(AP) NABLUS, West Bank – Hamas made a strong showing in local elections in the West Bank, the first time the Islamic militant group competed at the polls, according to preliminary elections results obtained Friday.
The apparent show of support for Hamas came as leaders of its main rival in the election — the ruling Fatah movement — are pushing to resume peace talks with Israel. Hamas is pledged to Israel’s destruction and opposes negotiations.
Elections for local councils were held in 26 communities on Thursday, with some 150,000 eligible voters choosing from among more than 800 candidates. Sixteen percent of the 360 local council seats were reserved for women.
The vote was the first in municipalities since 1976. Polling stations were jammed throughout the day, with high voter turnout reported. Elections were held in any of the major Palestinian cities or large towns. Voting in an additional 600 towns and villages was expected to be held next year.
According to preliminary results obtained by The Associated Press, Fatah movement won a majority of council seats in 14 towns, while Hamas took control in nine communities. In two towns, a joint Hamas-Fatah slate won, indicating that the rivalry was at times blunted by local issues and clan loyalties.
The outcome of the vote in one community, Yabed, was not immediately available.
Hamas officials said the group won a majority in at least 17 local councils, based on reports from their election observers.
The discrepancy could not immediately be explained. However, on the local level, membership in a political faction is now always clear-cut, and some candidates could have been claimed by the rival groups.
A Hamas spokesman in Gaza, Sami Abu Zuhri, Hamas spokesman, said the result was a reflection of strong support for the group among Palestinians.
Abu Zuhri suggested that Hamas was ready to forge coalitions with Fatah. “The coming stage is one of development and rebuilding our society, and we will cooperate with everyone to strengthen our society.”
Official results were to be released Saturday.

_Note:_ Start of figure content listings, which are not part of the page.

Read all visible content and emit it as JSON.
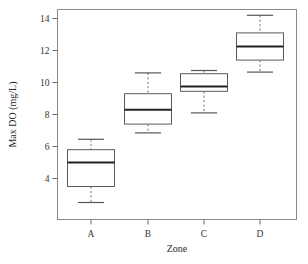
{
  "chart_data": {
    "type": "box",
    "title": "",
    "xlabel": "Zone",
    "ylabel": "Max DO (mg/L)",
    "categories": [
      "A",
      "B",
      "C",
      "D"
    ],
    "ytick_labels": [
      "4",
      "6",
      "8",
      "10",
      "12",
      "14"
    ],
    "ytick_values": [
      4,
      6,
      8,
      10,
      12,
      14
    ],
    "ylim": [
      2.0,
      14.7
    ],
    "grid": false,
    "legend": "none",
    "boxes": [
      {
        "category": "A",
        "whisker_low": 2.5,
        "q1": 3.5,
        "median": 5.0,
        "q3": 5.8,
        "whisker_high": 6.45
      },
      {
        "category": "B",
        "whisker_low": 6.85,
        "q1": 7.4,
        "median": 8.3,
        "q3": 9.3,
        "whisker_high": 10.6
      },
      {
        "category": "C",
        "whisker_low": 8.1,
        "q1": 9.45,
        "median": 9.75,
        "q3": 10.55,
        "whisker_high": 10.75
      },
      {
        "category": "D",
        "whisker_low": 10.65,
        "q1": 11.4,
        "median": 12.25,
        "q3": 13.1,
        "whisker_high": 14.2
      }
    ],
    "colors": {
      "frame": "#8a8a8a",
      "box_stroke": "#5a5a5a",
      "box_fill": "#ffffff",
      "median": "#222222",
      "whisker": "#777777",
      "text": "#2b2b2b",
      "background": "#ffffff"
    }
  },
  "axes": {
    "y_title": "Max DO (mg/L)",
    "x_title": "Zone"
  }
}
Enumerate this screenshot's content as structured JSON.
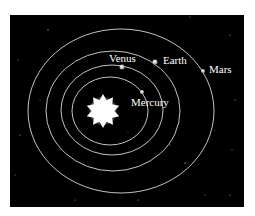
{
  "diagram": {
    "background": "#000000",
    "orbit_color": "#d8d8d8",
    "sun": {
      "name": "Sun",
      "cx": 103,
      "cy": 111,
      "color": "#ffffff"
    },
    "planets": [
      {
        "name": "Mercury",
        "label": "Mercury",
        "cx": 142,
        "cy": 92,
        "r": 2,
        "label_x": 131,
        "label_y": 105
      },
      {
        "name": "Venus",
        "label": "Venus",
        "cx": 122,
        "cy": 67,
        "r": 2.5,
        "label_x": 109,
        "label_y": 62
      },
      {
        "name": "Earth",
        "label": "Earth",
        "cx": 155,
        "cy": 62,
        "r": 2.5,
        "label_x": 163,
        "label_y": 64
      },
      {
        "name": "Mars",
        "label": "Mars",
        "cx": 203,
        "cy": 71,
        "r": 2,
        "label_x": 209,
        "label_y": 71
      }
    ],
    "orbits": [
      {
        "name": "Mercury",
        "cx": 110,
        "cy": 111,
        "rx": 38,
        "ry": 34
      },
      {
        "name": "Venus",
        "cx": 112,
        "cy": 110,
        "rx": 51,
        "ry": 45
      },
      {
        "name": "Earth",
        "cx": 113,
        "cy": 111,
        "rx": 67,
        "ry": 60
      },
      {
        "name": "Mars",
        "cx": 121,
        "cy": 111,
        "rx": 93,
        "ry": 82
      }
    ]
  }
}
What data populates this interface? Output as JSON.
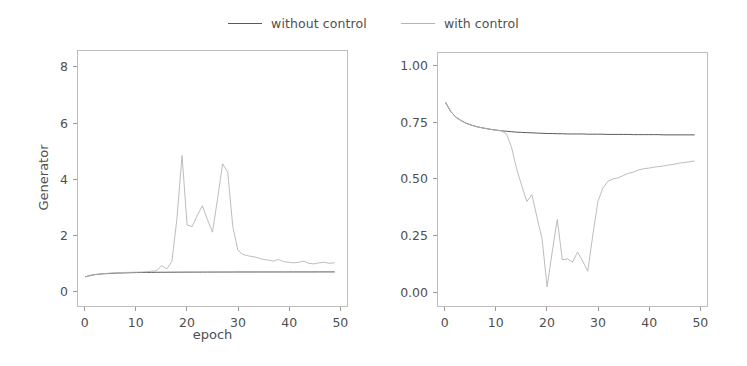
{
  "legend": {
    "position": "top-center",
    "entries": [
      {
        "label": "without control",
        "color": "#595959",
        "icon": "line-swatch"
      },
      {
        "label": "with control",
        "color": "#b4b4b4",
        "icon": "line-swatch"
      }
    ]
  },
  "chart_data": [
    {
      "id": "generator",
      "type": "line",
      "title": "",
      "xlabel": "epoch",
      "ylabel": "Generator",
      "xlim": [
        -1.5,
        51.5
      ],
      "ylim": [
        -0.55,
        8.6
      ],
      "xticks": [
        0,
        10,
        20,
        30,
        40,
        50
      ],
      "yticks": [
        0,
        2,
        4,
        6,
        8
      ],
      "grid": false,
      "series": [
        {
          "name": "without control",
          "color": "#595959",
          "x": [
            0,
            1,
            2,
            3,
            4,
            5,
            6,
            7,
            8,
            9,
            10,
            11,
            12,
            13,
            14,
            15,
            16,
            17,
            18,
            19,
            20,
            21,
            22,
            23,
            24,
            25,
            26,
            27,
            28,
            29,
            30,
            31,
            32,
            33,
            34,
            35,
            36,
            37,
            38,
            39,
            40,
            41,
            42,
            43,
            44,
            45,
            46,
            47,
            48,
            49
          ],
          "values": [
            0.5,
            0.55,
            0.58,
            0.6,
            0.61,
            0.62,
            0.63,
            0.635,
            0.64,
            0.645,
            0.65,
            0.652,
            0.655,
            0.657,
            0.66,
            0.661,
            0.662,
            0.663,
            0.664,
            0.665,
            0.666,
            0.666,
            0.667,
            0.667,
            0.668,
            0.668,
            0.668,
            0.669,
            0.669,
            0.669,
            0.67,
            0.67,
            0.67,
            0.67,
            0.67,
            0.671,
            0.671,
            0.671,
            0.671,
            0.671,
            0.672,
            0.672,
            0.672,
            0.672,
            0.672,
            0.672,
            0.673,
            0.673,
            0.673,
            0.673
          ]
        },
        {
          "name": "with control",
          "color": "#b4b4b4",
          "x": [
            0,
            1,
            2,
            3,
            4,
            5,
            6,
            7,
            8,
            9,
            10,
            11,
            12,
            13,
            14,
            15,
            16,
            17,
            18,
            19,
            20,
            21,
            22,
            23,
            24,
            25,
            26,
            27,
            28,
            29,
            30,
            31,
            32,
            33,
            34,
            35,
            36,
            37,
            38,
            39,
            40,
            41,
            42,
            43,
            44,
            45,
            46,
            47,
            48,
            49
          ],
          "values": [
            0.5,
            0.55,
            0.58,
            0.6,
            0.62,
            0.63,
            0.64,
            0.65,
            0.655,
            0.66,
            0.665,
            0.67,
            0.68,
            0.7,
            0.72,
            0.9,
            0.78,
            1.05,
            2.6,
            4.85,
            2.35,
            2.3,
            2.7,
            3.05,
            2.55,
            2.1,
            3.3,
            4.55,
            4.25,
            2.3,
            1.45,
            1.3,
            1.25,
            1.22,
            1.18,
            1.12,
            1.1,
            1.06,
            1.12,
            1.04,
            1.02,
            1.0,
            1.02,
            1.06,
            0.98,
            0.96,
            1.0,
            1.02,
            0.98,
            1.0
          ]
        }
      ]
    },
    {
      "id": "discriminator",
      "type": "line",
      "title": "",
      "xlabel": "epoch",
      "ylabel": "Discriminator",
      "xlim": [
        -1.5,
        51.5
      ],
      "ylim": [
        -0.065,
        1.06
      ],
      "xticks": [
        0,
        10,
        20,
        30,
        40,
        50
      ],
      "yticks": [
        "0.00",
        "0.25",
        "0.50",
        "0.75",
        "1.00"
      ],
      "ytickvalues": [
        0.0,
        0.25,
        0.5,
        0.75,
        1.0
      ],
      "grid": false,
      "series": [
        {
          "name": "without control",
          "color": "#595959",
          "x": [
            0,
            1,
            2,
            3,
            4,
            5,
            6,
            7,
            8,
            9,
            10,
            11,
            12,
            13,
            14,
            15,
            16,
            17,
            18,
            19,
            20,
            21,
            22,
            23,
            24,
            25,
            26,
            27,
            28,
            29,
            30,
            31,
            32,
            33,
            34,
            35,
            36,
            37,
            38,
            39,
            40,
            41,
            42,
            43,
            44,
            45,
            46,
            47,
            48,
            49
          ],
          "values": [
            0.84,
            0.8,
            0.775,
            0.76,
            0.748,
            0.74,
            0.733,
            0.728,
            0.724,
            0.72,
            0.717,
            0.714,
            0.712,
            0.71,
            0.708,
            0.707,
            0.706,
            0.705,
            0.704,
            0.703,
            0.702,
            0.702,
            0.701,
            0.701,
            0.7,
            0.7,
            0.7,
            0.7,
            0.699,
            0.699,
            0.699,
            0.699,
            0.698,
            0.698,
            0.698,
            0.698,
            0.698,
            0.697,
            0.697,
            0.697,
            0.697,
            0.697,
            0.697,
            0.696,
            0.696,
            0.696,
            0.696,
            0.696,
            0.696,
            0.696
          ]
        },
        {
          "name": "with control",
          "color": "#b4b4b4",
          "x": [
            0,
            1,
            2,
            3,
            4,
            5,
            6,
            7,
            8,
            9,
            10,
            11,
            12,
            13,
            14,
            15,
            16,
            17,
            18,
            19,
            20,
            21,
            22,
            23,
            24,
            25,
            26,
            27,
            28,
            29,
            30,
            31,
            32,
            33,
            34,
            35,
            36,
            37,
            38,
            39,
            40,
            41,
            42,
            43,
            44,
            45,
            46,
            47,
            48,
            49
          ],
          "values": [
            0.84,
            0.8,
            0.775,
            0.76,
            0.748,
            0.74,
            0.733,
            0.728,
            0.724,
            0.72,
            0.717,
            0.714,
            0.7,
            0.64,
            0.545,
            0.47,
            0.4,
            0.43,
            0.33,
            0.235,
            0.02,
            0.175,
            0.32,
            0.14,
            0.145,
            0.13,
            0.175,
            0.135,
            0.09,
            0.25,
            0.4,
            0.46,
            0.49,
            0.5,
            0.505,
            0.515,
            0.525,
            0.53,
            0.54,
            0.545,
            0.548,
            0.552,
            0.555,
            0.558,
            0.562,
            0.565,
            0.57,
            0.573,
            0.576,
            0.58
          ]
        }
      ]
    }
  ]
}
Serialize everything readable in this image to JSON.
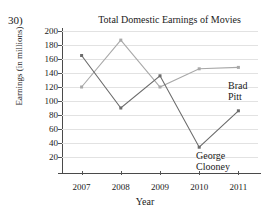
{
  "problem_number": "30)",
  "chart_data": {
    "type": "line",
    "title": "Total Domestic Earnings of Movies",
    "xlabel": "Year",
    "ylabel": "Earnings (in millions)",
    "categories": [
      "2007",
      "2008",
      "2009",
      "2010",
      "2011"
    ],
    "ylim": [
      0,
      200
    ],
    "ytick_values": [
      20,
      40,
      60,
      80,
      100,
      120,
      140,
      160,
      180,
      200
    ],
    "ytick_labels": [
      "20",
      "40",
      "60",
      "80",
      "100",
      "120",
      "140",
      "160",
      "180",
      "200"
    ],
    "grid": true,
    "legend_position": "inline-right",
    "series": [
      {
        "name": "Brad Pitt",
        "color": "#a8a8a8",
        "values": [
          120,
          187,
          120,
          146,
          148
        ]
      },
      {
        "name": "George Clooney",
        "color": "#6b6b6b",
        "values": [
          165,
          90,
          136,
          34,
          86
        ]
      }
    ],
    "annotations": [
      {
        "text": "Brad",
        "series": "Brad Pitt"
      },
      {
        "text": "Pitt",
        "series": "Brad Pitt"
      },
      {
        "text": "George",
        "series": "George Clooney"
      },
      {
        "text": "Clooney",
        "series": "George Clooney"
      }
    ]
  }
}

The race was seen as a dry run for a Jan. 9 election to replace Yasser Arafat as head of the Palestinian Authority. Hamas is boycotting the presidential election, but said it would participate in legislative elections and additional local elections, tentatively set for 2005.
Elsewhere in the West Bank, Israeli troops shot and killed three armed Palestinians in the town of Tulkarem, the military said. The three were members of the Al Aqsa Martyrs’ Brigades, a violent group with ties to Fatah.
In Israel, the moderate Labor Party chose young lawmakers to serve as ministers in a new government under the leadership of Ariel Sharon, another step toward forming an alliance that will solidly back a planned Gaza withdrawal.
Members of the 2,188-strong Labor Party central committee voted Thursday for their favorites from a list of candidates to fill seven Cabinet seats. The eighth minister will be Nobel Peace Prize laureate and Labor leader Shimon Peres, expected to serve as Sharon’s second vice premier.
Sharon has headed a shaky minority government since the summer, when his hard-line coalition splintered over opposition to his plan to pull settlers and troops out of Gaza Strip and remove four West Bank settlements next year.
Labor has long favored pulling out of much of the West Bank and all of Gaza in exchange for peace and is strongly in favor of Sharon’s limited withdrawal.
In recent months, Labor has been shielding Sharon, its traditional rival, from being toppled by abstaining in parliamentary no-confidence motions.
Now after a partnership deal reached earlier this week, Labor is poised to join Sharon’s Likud-led government, along with a small ultra-Orthodox Jewish party. The new coalition will give Sharon a majority of 65 in the 120-member parliament.
On Thursday, Labor’s central committee elected its ministers, choosing some of the youngest members to lead the team, topped by Ofir Pines-Paz, a parliamentary floor leader. Pines-Paz was expected to become either the interior or housing minister.
Likud and Labor agreed Peres would be vice premier in the new government. But Likud stalwart Ehud Olmert is already Sharon’s vice premier, and Sharon and Peres are waiting for parliament to approve new legislation which will allow for two such deputies.
Israeli media reported the legislation was expected to be approved by mid-January. The new government will be sworn in immediately thereafter.
Sharon and Peres have joined forces in the past. Peres served as Sharon’s foreign minister from 2001-2002.